Hi and Welcome to the beginners section adymcd!
I see you are receiving excellent advice from C101 and Mo. A wonderful hobbyist forum like TFF is a whole different place than the local fish shop. We see multiple cases like your situation every month and have grown quite used to the very different info we see the stores and many beginner books give out. Its a somewhat complicated story but the advice in many shops may have come about as a combination of business pressures and also a lack of patience on the part of shoppers/beginners that come in to the shops. Business owners know that they have only a short time span to capture the interest of shoppers and pull them in to the hobby and the purchases that will keep them engaged. Over time the selling process has separated completely from the needs of the animals themselves and in fact their deaths tend to reinforce the business model that has the feedback of higher sales if the first tank or two of fish all die. Of course, again, I'd like to emphasize that this generalization has plenty of exceptions in great shops out there that are owned and run by experienced hobbyists such as you'll find here on TFF. Anyway, now that you're here, you'll gradually see this picture emerge as you get in to the hobby.
While the weeks of fish activity and feeding will have been causing a fish-in cycle of sorts to be occurring in your filter, it remains to be seen what the real result is, since you did not have the information or prior knowledge to perform the cycling systematically. The only way to test this is to obtain a good liquid-reagent based test kit, as C101 has outlined. I too am one who recommends the API Freshwater Master Test Kit as a good one to help beginners get a feel for the real situation in their tank. Its important to realize that you are not just checking this one time to see if your tank system is ok, what you are really doing is -learning- about the single most important baseline set of knowledge for all freshwater hobbyists. It will do you in good stead for many years if you continue to keep tanks.
The other powerful baseline set of skills involves water changes and the maintenance habits that surround them. The water change habit should be established early on as a beginner. If one falls into the bad habit of simply topping up tanks to take care of evaporation, problems will eventually result. Good fish water contains all sorts of minerals and organics and when water evaporates, these are left behind. If not removed periodically, they will build up and the fish will become used to too high a level of them. So the good habit is to always -remove- water, in addition to adding the water that will top up the tank. Not only that but the removal of the water should always take place as a "gravel clean" or "substrate clean" process. Because debris is a bit heavier than water, it will always eventually make its way down to the substrate and collect there. Some of this debris will expose charged ions on a molecular scale and so some chemicals in the water which have charge properties will be attracted to it. This leads to the substrate areas being traps of a sort for all sorts of the things we want to be regularly removing from our tanks.
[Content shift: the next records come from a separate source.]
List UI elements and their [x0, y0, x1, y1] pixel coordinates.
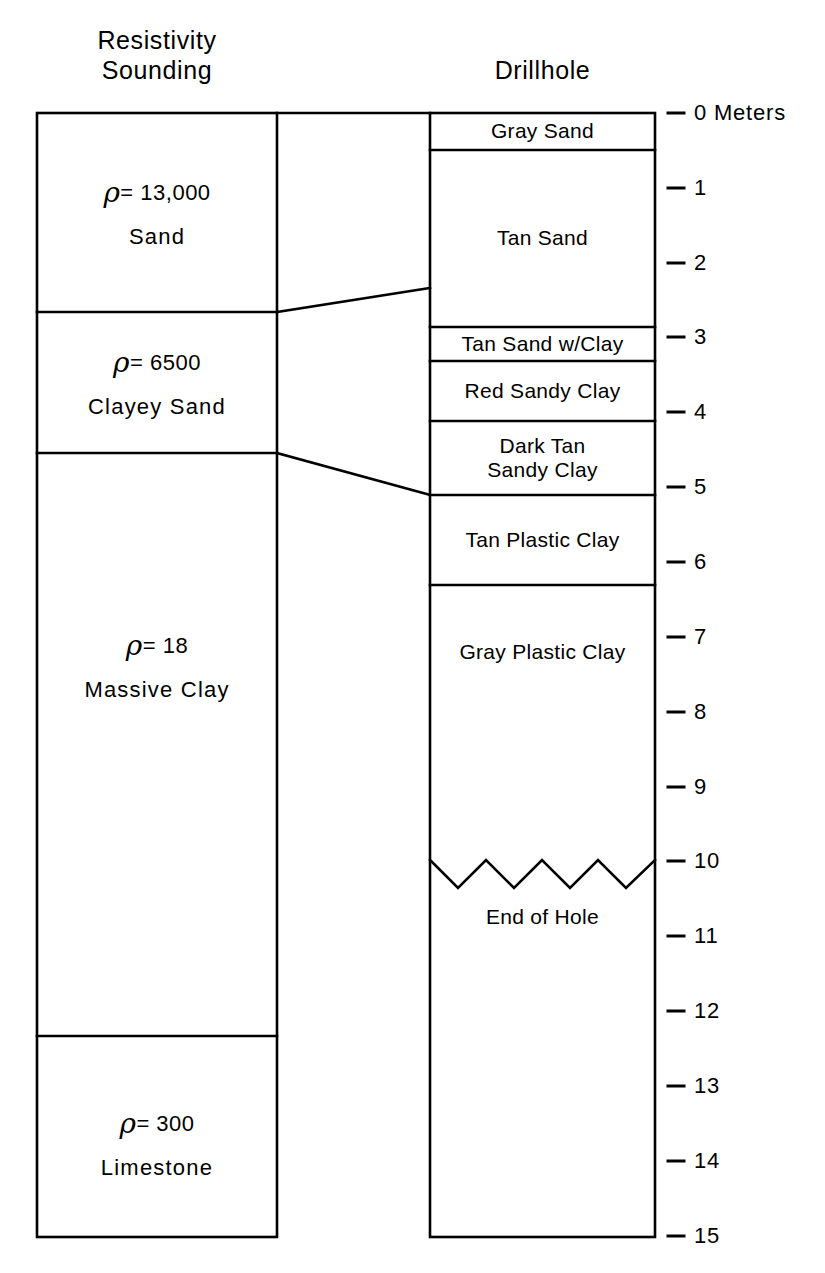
depth-label-13: 13 — [694, 1075, 720, 1097]
depth-label-0: 0 Meters — [694, 102, 786, 124]
correlation-line-upper — [277, 288, 430, 312]
depth-label-6: 6 — [694, 551, 707, 573]
depth-label-14: 14 — [694, 1150, 720, 1172]
depth-label-15: 15 — [694, 1225, 720, 1247]
depth-label-2: 2 — [694, 252, 707, 274]
depth-label-9: 9 — [694, 776, 707, 798]
end-of-hole-zigzag — [430, 860, 655, 888]
depth-scale-ticks — [668, 113, 684, 1236]
correlation-line-lower — [277, 453, 430, 495]
depth-label-5: 5 — [694, 476, 707, 498]
depth-label-12: 12 — [694, 1000, 720, 1022]
depth-label-3: 3 — [694, 326, 707, 348]
drillhole-box — [430, 113, 655, 1237]
depth-label-7: 7 — [694, 626, 707, 648]
depth-label-4: 4 — [694, 401, 707, 423]
depth-label-1: 1 — [694, 177, 707, 199]
depth-label-8: 8 — [694, 701, 707, 723]
geologic-correlation-figure: Resistivity Sounding Drillhole — [0, 0, 825, 1273]
resistivity-box — [37, 113, 277, 1237]
depth-label-10: 10 — [694, 850, 720, 872]
depth-label-11: 11 — [694, 925, 718, 947]
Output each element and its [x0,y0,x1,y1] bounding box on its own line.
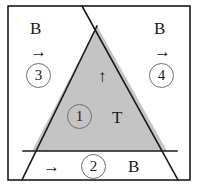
inner-triangle-arrow-icon: ↑ [98,68,107,85]
region-number-1: 1 [67,104,92,129]
region-number-2: 2 [81,154,106,179]
right-region-arrow-icon: → [154,43,171,60]
bottom-region-letter: B [128,158,139,175]
region-number-3: 3 [26,63,51,88]
region-number-4: 4 [149,63,174,88]
left-region-arrow-icon: → [30,43,47,60]
inner-triangle-letter: T [112,109,122,126]
bottom-region-arrow-icon: → [43,158,60,175]
figure-container: B → 3 B → 4 ↑ 1 T → 2 B [0,0,203,190]
right-region-letter: B [154,20,165,37]
left-region-letter: B [30,20,41,37]
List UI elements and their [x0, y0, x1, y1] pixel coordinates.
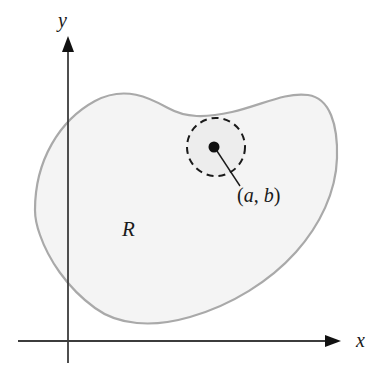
arrow-right-icon [325, 335, 341, 347]
separator: , [254, 184, 264, 206]
region-diagram: y x R (a, b) [0, 0, 377, 375]
var-a: a [244, 184, 254, 206]
x-axis: x [18, 329, 365, 351]
x-axis-label: x [355, 329, 365, 351]
region-r-shape [35, 93, 337, 323]
region-label-r: R [121, 217, 135, 241]
y-axis-label: y [56, 9, 67, 32]
arrow-up-icon [62, 36, 74, 52]
point-marker-dot [209, 142, 220, 153]
point-label-ab: (a, b) [237, 184, 280, 207]
figure-container: y x R (a, b) [0, 0, 377, 375]
paren-close: ) [274, 184, 281, 207]
var-b: b [264, 184, 274, 206]
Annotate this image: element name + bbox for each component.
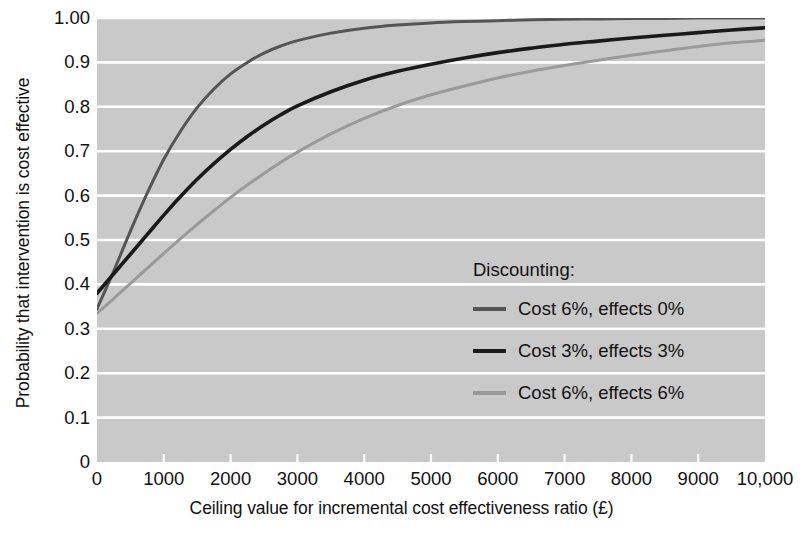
- legend: Discounting: Cost 6%, effects 0%Cost 3%,…: [473, 258, 763, 428]
- x-axis-title: Ceiling value for incremental cost effec…: [0, 498, 803, 519]
- legend-swatch-line-icon: [473, 307, 506, 311]
- y-tick-label: 0.4: [28, 274, 90, 294]
- y-tick-label: 0.3: [28, 319, 90, 339]
- x-tick-label: 5000: [410, 466, 451, 492]
- legend-swatch-line-icon: [473, 349, 506, 353]
- y-tick-label: 0.7: [28, 141, 90, 161]
- x-axis-tick-labels: 010002000300040005000600070008000900010,…: [0, 466, 803, 492]
- series-line-2: [97, 28, 765, 294]
- cost-effectiveness-acceptability-chart: Probability that intervention is cost ef…: [0, 0, 803, 545]
- legend-label: Cost 3%, effects 3%: [518, 338, 684, 364]
- y-tick-label: 0.5: [28, 230, 90, 250]
- legend-swatch-line-icon: [473, 391, 506, 395]
- x-tick-label: 7000: [544, 466, 585, 492]
- x-tick-label: 6000: [477, 466, 518, 492]
- y-tick-label: 0.6: [28, 186, 90, 206]
- y-tick-label: 0.9: [28, 52, 90, 72]
- y-tick-label: 0.2: [28, 363, 90, 383]
- y-tick-label: 0.8: [28, 97, 90, 117]
- y-axis-tick-labels: 00.10.20.30.40.50.60.70.80.91.00: [28, 0, 90, 545]
- x-tick-label: 8000: [611, 466, 652, 492]
- x-tick-label: 1000: [143, 466, 184, 492]
- legend-title: Discounting:: [473, 258, 575, 282]
- x-tick-label: 10,000: [737, 466, 794, 492]
- x-tick-label: 4000: [344, 466, 385, 492]
- y-tick-label: 1.00: [28, 8, 90, 28]
- x-tick-label: 2000: [210, 466, 251, 492]
- x-tick-label: 0: [92, 466, 102, 492]
- y-tick-label: 0.1: [28, 408, 90, 428]
- legend-label: Cost 6%, effects 6%: [518, 380, 684, 406]
- x-tick-label: 9000: [678, 466, 719, 492]
- legend-entry: Cost 6%, effects 6%: [473, 380, 763, 406]
- legend-entry: Cost 6%, effects 0%: [473, 296, 763, 322]
- legend-entry: Cost 3%, effects 3%: [473, 338, 763, 364]
- legend-label: Cost 6%, effects 0%: [518, 296, 684, 322]
- x-tick-label: 3000: [277, 466, 318, 492]
- plot-area: Discounting: Cost 6%, effects 0%Cost 3%,…: [97, 18, 765, 462]
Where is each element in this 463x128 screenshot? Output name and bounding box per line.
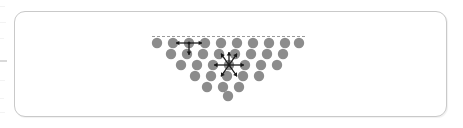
edge-artifact: [0, 112, 5, 113]
edge-artifact: [0, 6, 5, 7]
edge-artifact: [0, 98, 4, 99]
edge-artifact: [0, 22, 6, 23]
figure-root: [0, 0, 463, 128]
edge-artifact: [0, 38, 4, 39]
edge-artifact: [0, 60, 7, 62]
figure-panel: [14, 11, 447, 117]
edge-artifact: [0, 80, 5, 81]
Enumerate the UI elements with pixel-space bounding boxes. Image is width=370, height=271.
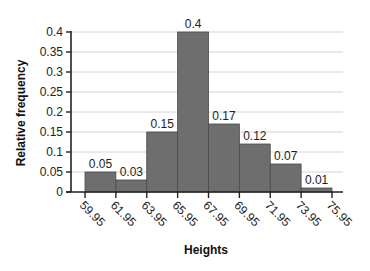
bar-value-label: 0.07 (274, 149, 298, 163)
x-axis-title: Heights (184, 243, 228, 257)
histogram-bar (239, 144, 270, 192)
y-axis-title: Relative frequency (14, 59, 28, 166)
x-tick-label: 75.95 (324, 198, 355, 229)
y-tick-label: 0.05 (40, 165, 64, 179)
histogram-bar (85, 172, 116, 192)
y-tick-label: 0.25 (40, 85, 64, 99)
y-tick-label: 0.1 (46, 145, 63, 159)
y-tick-label: 0.35 (40, 45, 64, 59)
histogram-bar (209, 124, 240, 192)
y-tick-label: 0.3 (46, 65, 63, 79)
bar-value-label: 0.17 (212, 109, 236, 123)
x-tick-label: 67.95 (200, 198, 231, 229)
x-tick-label: 69.95 (231, 198, 262, 229)
bar-value-label: 0.03 (120, 165, 144, 179)
histogram-chart: 00.050.10.150.20.250.30.350.4 59.9561.95… (0, 0, 370, 271)
bar-value-label: 0.05 (89, 157, 113, 171)
y-tick-label: 0 (56, 185, 63, 199)
histogram-bar (178, 32, 209, 192)
histogram-bar (270, 164, 301, 192)
y-tick-label: 0.2 (46, 105, 63, 119)
x-tick-label: 61.95 (108, 198, 139, 229)
x-tick-label: 65.95 (170, 198, 201, 229)
bar-value-label: 0.01 (305, 173, 329, 187)
y-axis-ticks: 00.050.10.150.20.250.30.350.4 (40, 25, 71, 199)
x-tick-label: 73.95 (293, 198, 324, 229)
histogram-bar (147, 132, 178, 192)
x-tick-label: 71.95 (262, 198, 293, 229)
x-axis-ticks: 59.9561.9563.9565.9567.9569.9571.9573.95… (77, 192, 355, 230)
bar-value-label: 0.15 (151, 117, 175, 131)
x-tick-label: 63.95 (139, 198, 170, 229)
bar-value-label: 0.4 (185, 17, 202, 31)
bar-value-label: 0.12 (243, 129, 267, 143)
x-tick-label: 59.95 (77, 198, 108, 229)
y-tick-label: 0.15 (40, 125, 64, 139)
y-tick-label: 0.4 (46, 25, 63, 39)
histogram-bar (116, 180, 147, 192)
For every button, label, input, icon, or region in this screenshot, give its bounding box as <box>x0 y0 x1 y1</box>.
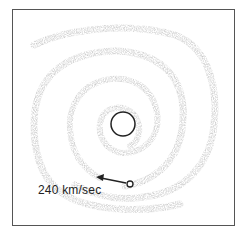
spiral-galaxy-diagram <box>0 0 248 237</box>
galactic-nucleus <box>111 112 135 136</box>
sun-velocity-arrow <box>96 174 126 183</box>
sun-marker <box>127 181 133 187</box>
velocity-label: 240 km/sec <box>38 183 101 197</box>
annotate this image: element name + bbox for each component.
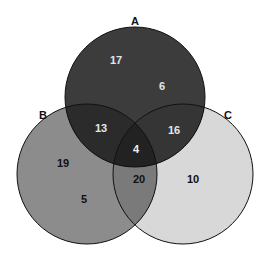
label-c: C xyxy=(224,109,232,121)
venn-diagram: A B C 17 6 13 16 4 20 19 5 10 xyxy=(0,0,268,257)
count-a-only-right: 6 xyxy=(159,80,165,92)
label-b: B xyxy=(39,109,47,121)
count-a-only-upper: 17 xyxy=(110,54,122,66)
venn-svg: A B C 17 6 13 16 4 20 19 5 10 xyxy=(0,0,268,257)
count-c-only: 10 xyxy=(187,173,199,185)
count-a-b-c: 4 xyxy=(133,143,140,155)
label-a: A xyxy=(131,15,139,27)
count-b-only-upper: 19 xyxy=(57,157,69,169)
count-a-c: 16 xyxy=(168,124,180,136)
count-b-only-lower: 5 xyxy=(81,193,87,205)
count-a-b: 13 xyxy=(95,122,107,134)
count-b-c: 20 xyxy=(133,173,145,185)
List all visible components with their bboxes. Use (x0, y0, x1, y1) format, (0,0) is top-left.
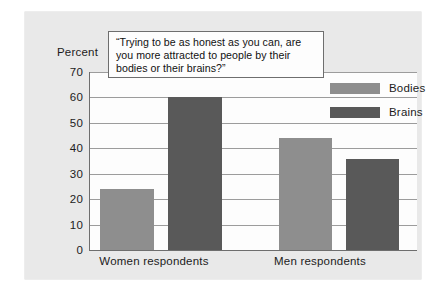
bar-men-bodies (279, 138, 332, 250)
dark-gray-swatch-icon (330, 107, 380, 118)
light-gray-swatch-icon (330, 83, 380, 94)
bar-women-bodies (100, 189, 154, 250)
legend-item-bodies: Bodies (330, 78, 434, 98)
y-tick-70: 70 (70, 66, 83, 78)
legend: Bodies Brains (330, 78, 434, 126)
y-axis-title: Percent (57, 46, 98, 58)
legend-label-bodies: Bodies (389, 82, 425, 94)
chart-panel: Percent 70 60 50 40 30 20 10 0 Women res… (25, 12, 421, 279)
y-tick-10: 10 (70, 219, 83, 231)
y-tick-50: 50 (70, 117, 83, 129)
y-tick-30: 30 (70, 168, 83, 180)
question-callout: “Trying to be as honest as you can, are … (108, 31, 324, 78)
y-tick-40: 40 (70, 142, 83, 154)
x-label-men: Men respondents (250, 255, 390, 267)
bar-men-brains (346, 159, 399, 251)
x-label-women: Women respondents (79, 255, 229, 267)
y-tick-60: 60 (70, 91, 83, 103)
y-tick-20: 20 (70, 193, 83, 205)
bar-women-brains (168, 97, 222, 250)
legend-label-brains: Brains (389, 106, 423, 118)
legend-item-brains: Brains (330, 102, 434, 122)
y-axis-tick-labels: 70 60 50 40 30 20 10 0 (55, 72, 83, 250)
gridline-40 (90, 148, 417, 149)
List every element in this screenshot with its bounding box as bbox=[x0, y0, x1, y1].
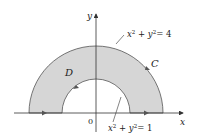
outer-circle-equation: x2 + y2= 4 bbox=[127, 29, 171, 40]
origin-label: 0 bbox=[88, 117, 93, 126]
inner-leader-line bbox=[113, 97, 121, 122]
outer-leader-line bbox=[116, 35, 124, 44]
y-axis-label: y bbox=[86, 11, 93, 21]
inner-circle-equation: x2 + y2= 1 bbox=[108, 123, 152, 134]
curve-label: C bbox=[151, 58, 159, 69]
diagram-canvas: y x 0 D C x2 + y2= 4 x2 + y2= 1 bbox=[0, 0, 197, 139]
x-axis-label: x bbox=[180, 117, 185, 127]
orientation-arrow-icon bbox=[145, 66, 150, 70]
region-label: D bbox=[64, 67, 73, 78]
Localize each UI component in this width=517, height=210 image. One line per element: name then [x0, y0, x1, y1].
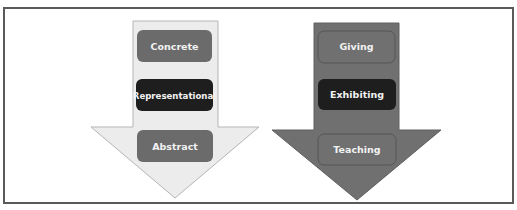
step-exhibiting: Exhibiting — [318, 79, 396, 110]
right-arrow: Giving Exhibiting Teaching — [272, 23, 441, 200]
step-label: Abstract — [152, 141, 198, 152]
step-label: Representational — [133, 91, 217, 101]
diagram-canvas: Concrete Representational Abstract Givin… — [0, 0, 517, 210]
step-teaching: Teaching — [318, 134, 396, 165]
step-label: Giving — [339, 41, 373, 52]
step-representational: Representational — [133, 79, 217, 111]
step-label: Exhibiting — [330, 89, 384, 100]
step-concrete: Concrete — [137, 30, 212, 62]
step-label: Concrete — [150, 41, 198, 52]
step-giving: Giving — [318, 31, 395, 63]
left-arrow: Concrete Representational Abstract — [91, 21, 259, 198]
step-label: Teaching — [333, 144, 380, 155]
step-abstract: Abstract — [137, 130, 213, 162]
This is why you always see "gravel siphons" for sale in tropical fish shops. The clear cylinder end is used to "deep clean" the debris out of the gravel and help it to be siphoned off as the water is sucked out of the tank and off to your backyard garden or the drain. Out goes lots of organic debris, which if left in the tank will be broken down to eventually form ammonia and feed in to the nitrogen cycle of the tank. In addition to the organic particles (from excess fish food, fish waste and live plant debris) we also want to remove plenty of unseen things like heavy metal molecules and organic molecules of various sizes. The water can be crystal clear and still contain excess quantities of these things.
So the "weekly gravel-clean-water-change" will be a skill that the members will help you with. The return water should normally be tap water and it should be treated with a good "conditioner" to remove chlorine/chloramines. In the cases where a larger percentage of water has been removed (and this is often quite a good thing) then temperature matching should be carried out, roughly, by testing that the return water feels the same to your hand as the current tank water. This water change skill is not just for weekly maintenance, it is the same procedure that you do in times of concern or crisis. If your test kits show that ammonia or nitrite(NO2) (the two poisons we learn to keep our eye on) have gone above 0.25ppm or 0.30ppm for some reason, then the gravel-clean-water-change (often to the larger tune of 50% to 80% of the tank volume) is best action an aquarist will usually take.
All this hobbyist talk will sound like a lot at first but I promise you that eventually, if you stick with it, you'll be pleasantly surprised at the simplicity of the processes that will make you the master of any size freshwater tank your family wants to have over the years. The members here are great and usually there will be someone happy to share their thoughts and experiences.